Nature Medicine published an editorial this week titled "Show us the evidence for the value of medical AI," and the framing is harder than the journal usually goes. The editors argue that evidence that AI tools create value for patients, providers, or health systems "remains scarce" — meaning the field is shipping deployments faster than it is producing the trial data that would justify them. The specific failures they catalog are not the polite ones. A JAMA Medicine study found frontier AI models produce incorrect diagnoses over 80% of the time when presented with ambiguous symptoms — the exact case where decision support is supposed to help. Models hallucinate detailed clinical findings from images they were never shown. They are routinely fooled by fabricated diseases researchers invent specifically to test them. Inaccurate medical data generated by LLMs is now leaking into the peer-reviewed literature itself.

The editorial's central ask is procedural rather than ideological: a "framework for how AI medical technologies should be evaluated, by what metrics and against which benchmarks." That sounds wonky but it is the point at which most current medical-AI vendor claims fall apart. A model can have impressive sensitivity and specificity on a held-out test set and still be useless or harmful in deployment, because the test set does not reflect the distribution shift, the workflow, or the population the system actually meets in production. Without a standardized framework — the equivalent of FDA's 510(k) pathway or the EMA's clinical trial requirements adapted for ML — vendors are free to publish whatever favorable subset of metrics they want and call it validated. Several outside researchers, including Jamie Robertson at Harvard Medical School and Almira Osmanovic Thunström at the University of Gothenburg, have been making variants of this argument for the past year; the editorial is the establishment medical literature catching up.

The technical problems behind the editorial are real and worth naming clearly. Hallucination in clinical settings is a different beast than hallucination in chatbot settings, because the user is a busy clinician under time pressure and the cost of a confident wrong answer is measured in patient outcomes, not customer satisfaction. The "tricked by fake diseases" failure mode means models are pattern-matching on plausible-sounding inputs without epistemic guardrails — they will return a confident diagnosis for a condition that does not exist if the input syntax looks medical enough. The 80% miss rate on ambiguous symptoms is the failure that hurts most: ambiguous presentation is the case where humans need help, and the case where the model is least reliable. Easy diagnoses do not need AI; hard ones expose the technology's actual limits.

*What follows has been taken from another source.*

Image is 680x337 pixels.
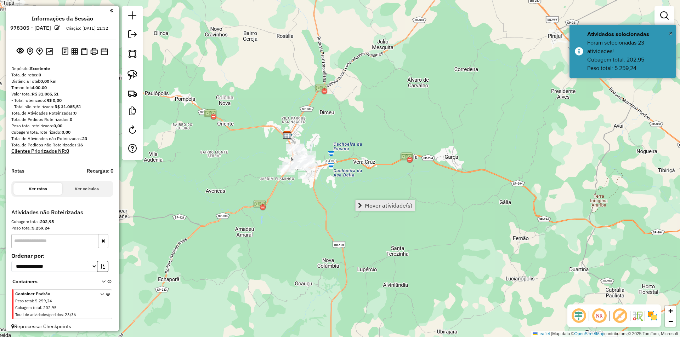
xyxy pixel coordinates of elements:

For builders working on medical AI products, the editorial is a useful tightening rather than a stop sign. The honest path forward involves three things the field has been avoiding. Prospective clinical trials, not retrospective benchmark wins, are what produce the evidence regulators and Nature Medicine are asking for. Workflow-integrated evaluation — does the tool actually change clinician behavior in production, and does that change improve outcomes — is harder than offline metrics but is the only thing that matters for adoption. And honest scope-narrowing: a model that triages dermatology images, validated and deployed for that one task, is more useful and more defensible than a general medical chatbot whose error budget is unbounded. The medical-AI cycle is going to consolidate around the products that can actually pass these tests, and the editorial just made clear that the journals are no longer willing to clap for the ones that cannot.